Common has set his latest project under his overall deal at Lionsgate TV.

He’ll adapt the recent Zora Neale Hurston book Barracoon. Lionsgate TV and Common recently acquired the rights to develop the book as a limited series.

A work of non-fiction and based on interviews from 1927, Barracoon went unpublished until 2017.

Here’s the official description from the book publisher:

Eighty-six-year-old Cudjo Lewis, a survivor of the Clotilda, the last slaver known to have made the transatlantic journey. Illegally brought to the United States, Cudjo was enslaved fifty years after the slave trade was outlawed. At the time, Cudjo was the only person alive who could recount this integral part of the nation’s history. As a cultural anthropologist, Hurston was eager to hear about these experiences firsthand.
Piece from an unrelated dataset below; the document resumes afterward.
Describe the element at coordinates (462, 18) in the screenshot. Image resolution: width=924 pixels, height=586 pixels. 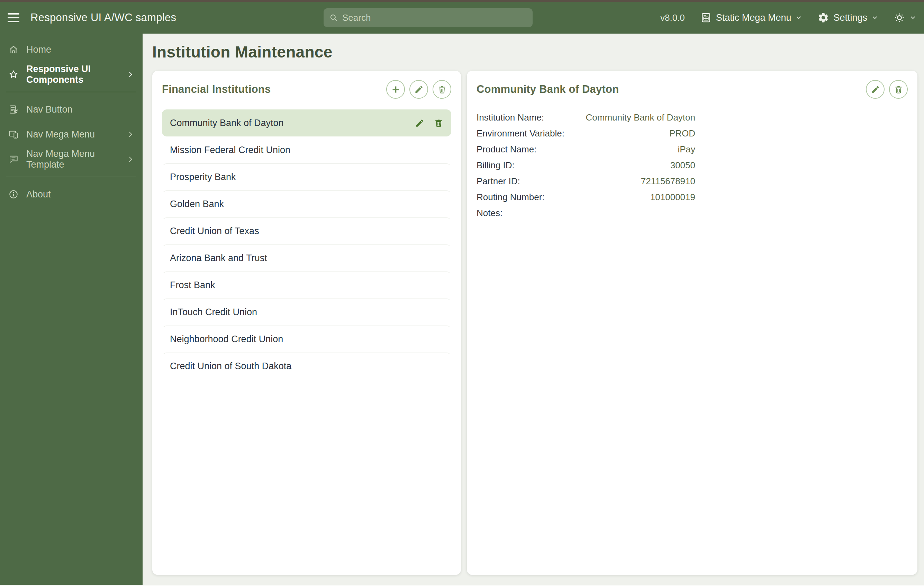
I see `app-header: Responsive UI A/WC samples v8.0.0 Static…` at that location.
But the reticent elder didn’t always speak when she came to visit. Sometimes he would tend his garden, repair his fence, or appear lost in his thoughts. During an intense three-month period, Hurston and Cudjo communed over her gifts of peaches and watermelon, and gradually Cudjo, a poetic storyteller, began to share heartrending memories of his childhood in Africa; the attack by female warriors who slaughtered his townspeople; the horrors of being captured and held in the barracoons of Ouidah for selection by American traders; the harrowing ordeal of the Middle Passage aboard the Clotilda as “cargo” with more than one hundred other souls; the years he spent in slavery until the end of the Civil War; and finally his role in the founding of Africatown. Barracoon employs Hurston’s skills as both an anthropologist and a writer, and brings to life Cudjo’s singular voice, in his vernacular, in a poignant, powerful tribute to the disremembered and the unaccounted. This profound work is an invaluable contribution to our history and culture.

A manuscript of the book was at Howard University for more than 50 years before the book was published.

This is Common’s second project under his Lionsgate deal, the first being an adaptation of The Saturday Night Knife & Gun Club.

This would only be the second Hurston project to make it to the screen. The first was an adaptation of Their Eyes Were Watching God, a 2005 ABC TV film starring Halle Berry, Ruby Dee, Michael Ealy and Ruben Santiago-Hudson.